Record extracts -
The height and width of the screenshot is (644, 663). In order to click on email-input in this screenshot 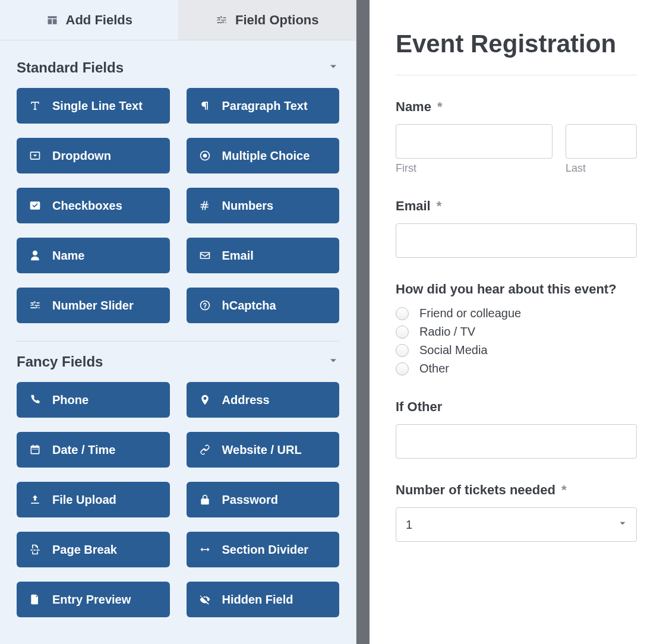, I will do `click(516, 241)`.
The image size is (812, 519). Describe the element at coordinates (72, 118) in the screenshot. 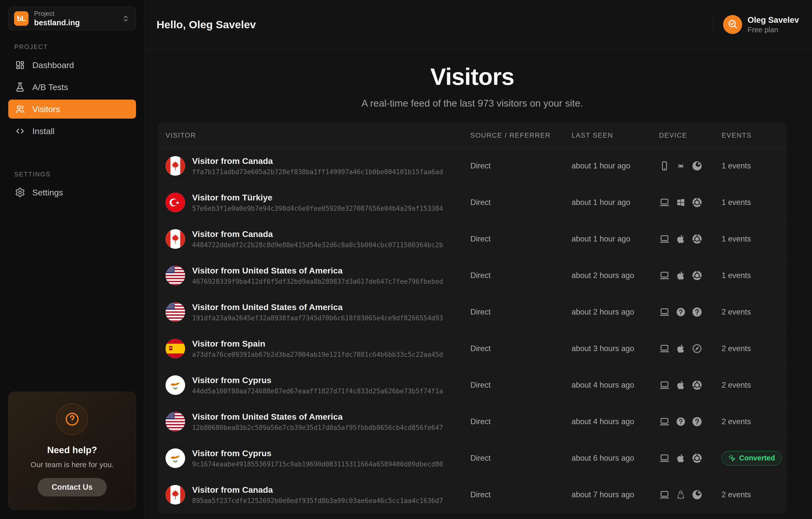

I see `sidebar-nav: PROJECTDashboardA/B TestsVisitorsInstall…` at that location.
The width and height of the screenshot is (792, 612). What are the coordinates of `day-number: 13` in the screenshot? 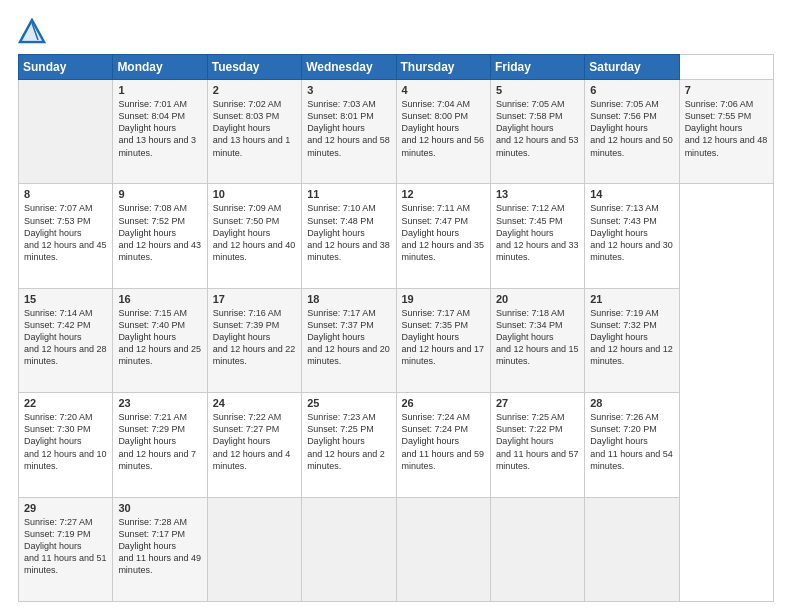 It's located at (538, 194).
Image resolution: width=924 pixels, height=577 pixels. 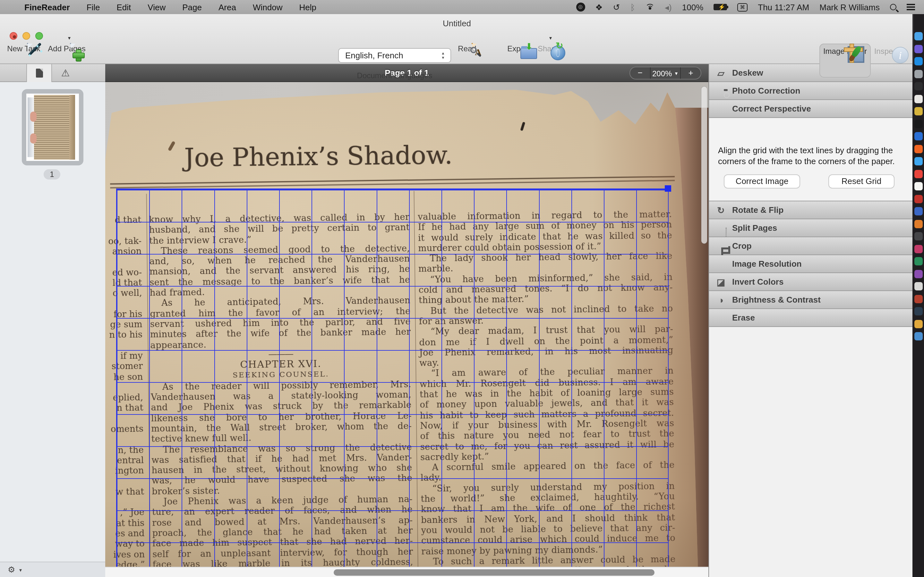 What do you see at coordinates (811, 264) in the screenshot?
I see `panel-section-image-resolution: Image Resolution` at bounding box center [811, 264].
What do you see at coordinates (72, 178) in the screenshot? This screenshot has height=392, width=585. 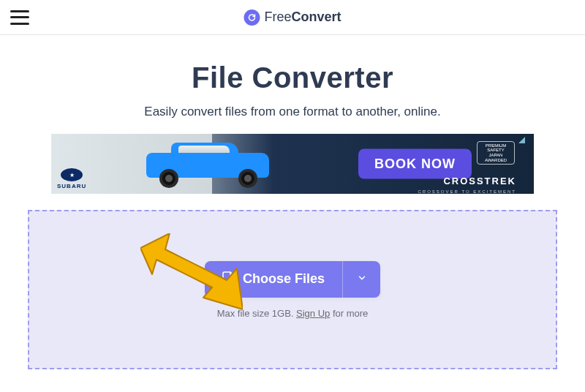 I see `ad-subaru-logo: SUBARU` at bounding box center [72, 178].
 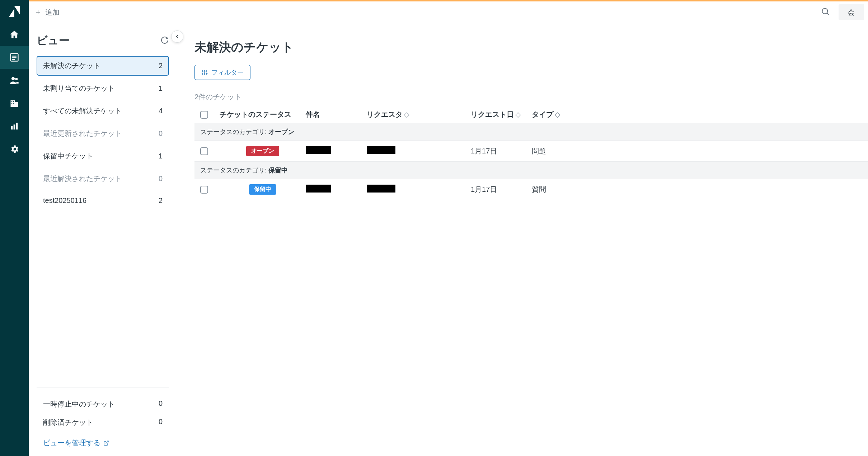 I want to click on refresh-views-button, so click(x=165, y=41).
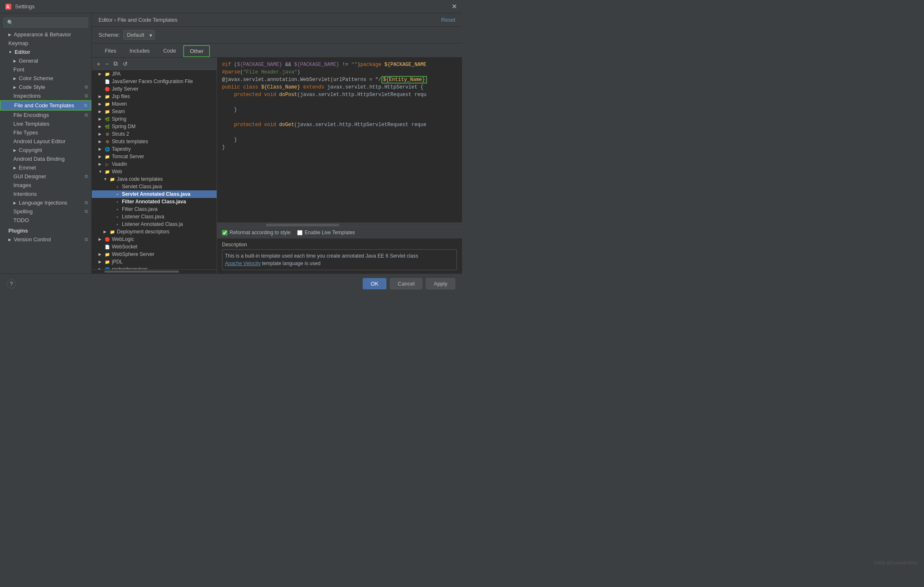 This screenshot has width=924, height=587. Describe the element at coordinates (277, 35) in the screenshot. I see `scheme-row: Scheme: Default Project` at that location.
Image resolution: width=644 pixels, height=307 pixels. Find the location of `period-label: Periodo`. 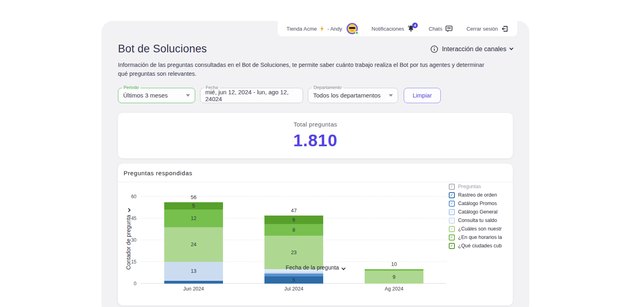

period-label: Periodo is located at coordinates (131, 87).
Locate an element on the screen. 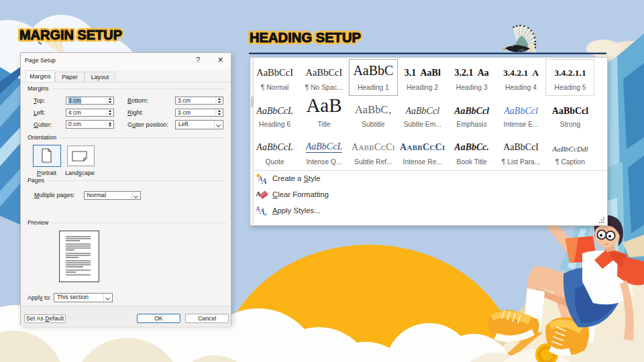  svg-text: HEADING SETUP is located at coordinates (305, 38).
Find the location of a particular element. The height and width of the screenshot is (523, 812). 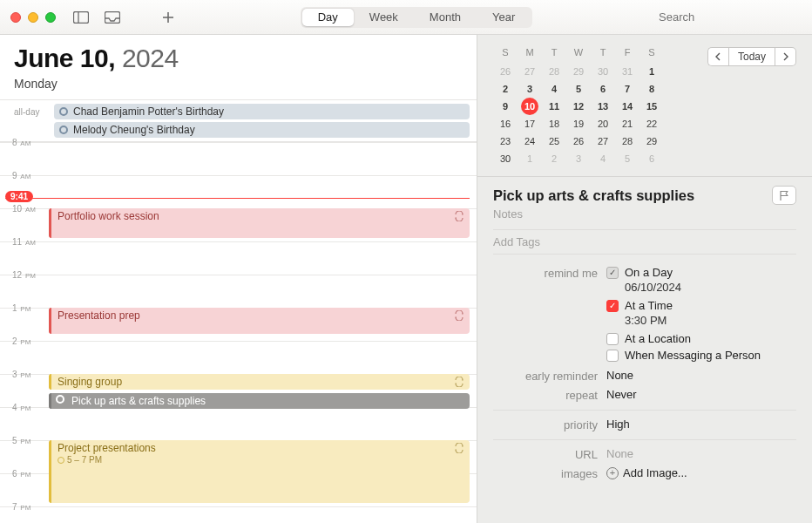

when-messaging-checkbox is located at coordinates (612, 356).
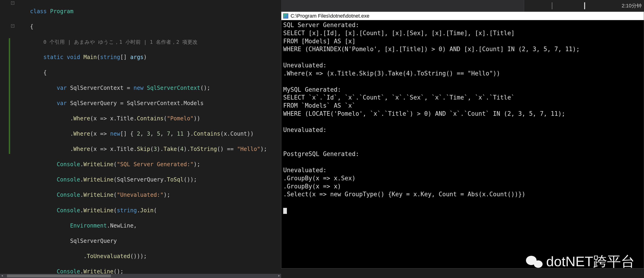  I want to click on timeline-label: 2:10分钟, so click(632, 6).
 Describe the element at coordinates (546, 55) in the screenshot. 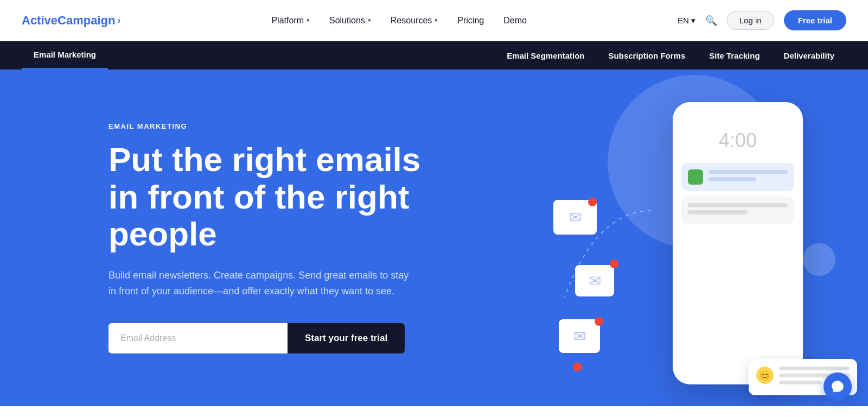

Task brief -
Output the line containing "Find the location of a" and each line after it, through the end of the material, exactly as given. No pictures belong in the output.

Solution for this exercise -
Find the location of a particular element. The height and width of the screenshot is (523, 812). 

when-messaging-checkbox is located at coordinates (612, 356).
  I want to click on timeline-label: 2:10分钟, so click(632, 6).
 Describe the element at coordinates (546, 55) in the screenshot. 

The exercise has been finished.